In this issue, readers will find three peer-reviewed articles that go remarkably well together. First, Ellie Anderson's article, "A Phenomenological Approach to Sexual Consent," rejects standard accounts of consent as permission-giving and develops an alternative theory of consent that engages with its etymological meaning, “feeling-with,” combining con- (with) and sentire (to feel). Anderson suggests this "approach shifts the distinction between consensual and nonconsensual sexual experiences away from the legal ___domain and toward an interpersonal one."

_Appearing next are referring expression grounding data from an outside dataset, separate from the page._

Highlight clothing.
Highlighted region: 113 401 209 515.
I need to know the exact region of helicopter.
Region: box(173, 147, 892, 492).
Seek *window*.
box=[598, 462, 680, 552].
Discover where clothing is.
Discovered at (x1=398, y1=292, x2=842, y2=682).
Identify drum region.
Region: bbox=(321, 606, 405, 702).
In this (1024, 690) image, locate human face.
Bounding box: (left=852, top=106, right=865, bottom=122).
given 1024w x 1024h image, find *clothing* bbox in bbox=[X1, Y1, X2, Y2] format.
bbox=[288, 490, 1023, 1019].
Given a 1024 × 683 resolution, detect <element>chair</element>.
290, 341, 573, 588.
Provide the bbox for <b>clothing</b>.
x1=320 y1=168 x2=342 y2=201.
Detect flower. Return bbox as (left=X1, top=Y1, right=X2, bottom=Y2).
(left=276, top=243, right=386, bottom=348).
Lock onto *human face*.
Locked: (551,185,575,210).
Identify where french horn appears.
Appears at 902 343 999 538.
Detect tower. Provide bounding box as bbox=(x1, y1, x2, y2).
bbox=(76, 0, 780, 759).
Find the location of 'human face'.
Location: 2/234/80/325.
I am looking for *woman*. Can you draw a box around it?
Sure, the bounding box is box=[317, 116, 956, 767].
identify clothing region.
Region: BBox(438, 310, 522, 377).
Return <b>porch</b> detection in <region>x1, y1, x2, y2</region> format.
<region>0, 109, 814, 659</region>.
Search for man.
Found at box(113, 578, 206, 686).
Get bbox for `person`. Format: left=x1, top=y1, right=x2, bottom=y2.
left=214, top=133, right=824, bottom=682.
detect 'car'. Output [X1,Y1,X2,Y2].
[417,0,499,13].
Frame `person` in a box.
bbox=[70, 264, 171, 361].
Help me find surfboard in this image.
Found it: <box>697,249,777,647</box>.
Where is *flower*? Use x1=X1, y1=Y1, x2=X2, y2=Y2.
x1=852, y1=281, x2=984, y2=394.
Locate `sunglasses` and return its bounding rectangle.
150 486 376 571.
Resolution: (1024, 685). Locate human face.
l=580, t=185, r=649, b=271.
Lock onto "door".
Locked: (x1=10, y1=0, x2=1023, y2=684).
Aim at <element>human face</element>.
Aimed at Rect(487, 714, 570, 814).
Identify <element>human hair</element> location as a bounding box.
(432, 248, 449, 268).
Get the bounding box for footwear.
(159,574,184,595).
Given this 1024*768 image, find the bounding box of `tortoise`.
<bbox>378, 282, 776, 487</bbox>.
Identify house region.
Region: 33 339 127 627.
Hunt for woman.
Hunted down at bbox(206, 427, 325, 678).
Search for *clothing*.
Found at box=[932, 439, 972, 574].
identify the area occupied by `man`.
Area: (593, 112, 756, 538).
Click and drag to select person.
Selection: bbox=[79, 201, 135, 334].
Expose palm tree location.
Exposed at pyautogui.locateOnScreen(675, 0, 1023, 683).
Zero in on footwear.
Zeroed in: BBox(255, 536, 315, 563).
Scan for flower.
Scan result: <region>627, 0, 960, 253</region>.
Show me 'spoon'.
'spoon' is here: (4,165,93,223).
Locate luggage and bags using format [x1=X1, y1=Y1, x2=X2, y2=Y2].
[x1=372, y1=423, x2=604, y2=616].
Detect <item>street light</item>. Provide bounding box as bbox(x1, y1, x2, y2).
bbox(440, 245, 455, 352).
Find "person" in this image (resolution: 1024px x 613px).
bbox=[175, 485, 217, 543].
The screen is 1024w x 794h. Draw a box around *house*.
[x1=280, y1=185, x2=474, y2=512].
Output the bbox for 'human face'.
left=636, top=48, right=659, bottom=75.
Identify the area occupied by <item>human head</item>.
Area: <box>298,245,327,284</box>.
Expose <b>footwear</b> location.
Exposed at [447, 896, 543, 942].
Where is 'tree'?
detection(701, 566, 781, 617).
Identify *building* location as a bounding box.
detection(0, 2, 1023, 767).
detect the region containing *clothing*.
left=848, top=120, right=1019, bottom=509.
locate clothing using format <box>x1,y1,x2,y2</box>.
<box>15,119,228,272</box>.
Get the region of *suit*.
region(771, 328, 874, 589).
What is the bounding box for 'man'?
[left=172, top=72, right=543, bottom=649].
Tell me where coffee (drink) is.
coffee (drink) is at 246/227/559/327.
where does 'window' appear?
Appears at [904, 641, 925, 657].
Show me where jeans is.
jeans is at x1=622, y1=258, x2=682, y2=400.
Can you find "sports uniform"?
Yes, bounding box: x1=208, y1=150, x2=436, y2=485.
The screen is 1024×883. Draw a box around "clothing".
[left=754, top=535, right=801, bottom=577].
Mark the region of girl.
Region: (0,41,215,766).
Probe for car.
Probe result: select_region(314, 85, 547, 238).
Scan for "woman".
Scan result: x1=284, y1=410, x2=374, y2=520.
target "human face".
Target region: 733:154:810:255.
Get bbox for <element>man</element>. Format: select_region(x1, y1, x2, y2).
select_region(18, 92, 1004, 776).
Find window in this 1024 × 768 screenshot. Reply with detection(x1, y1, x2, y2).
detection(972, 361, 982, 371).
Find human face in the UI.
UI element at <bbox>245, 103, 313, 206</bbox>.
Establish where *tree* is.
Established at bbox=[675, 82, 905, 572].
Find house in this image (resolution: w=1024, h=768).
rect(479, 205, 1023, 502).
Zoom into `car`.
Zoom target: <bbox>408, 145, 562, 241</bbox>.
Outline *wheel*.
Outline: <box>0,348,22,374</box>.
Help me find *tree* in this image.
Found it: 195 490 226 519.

Readers will find the anecdote that begins our second article is likewise interpersonal; in "Why You Ought to Defer: Moral Deference and Marginalized Experience," Savannah Pearlman and Elizabeth Williams argue for a prima facie "duty to defer—both epistemically and actionally—to marginalized people in their moral testimony about harms that relate to their identity when the receiver is not a member of that identity group." They distinguish "epistemic deference from actional deference" in order "to explain the appropriateness of a divergent response . . . to cases that traditional accounts of moral deference must take as all-or-nothing."

In our third article, "Gender as a Self-Conferred Identity,"Michael Rea argues for an account of gender as a self-conferred identity because it "transparently offers a basis for assigning first-person authority to people’s judgments about their own gender," continuing themes in this issue of deference and first-person lived experience.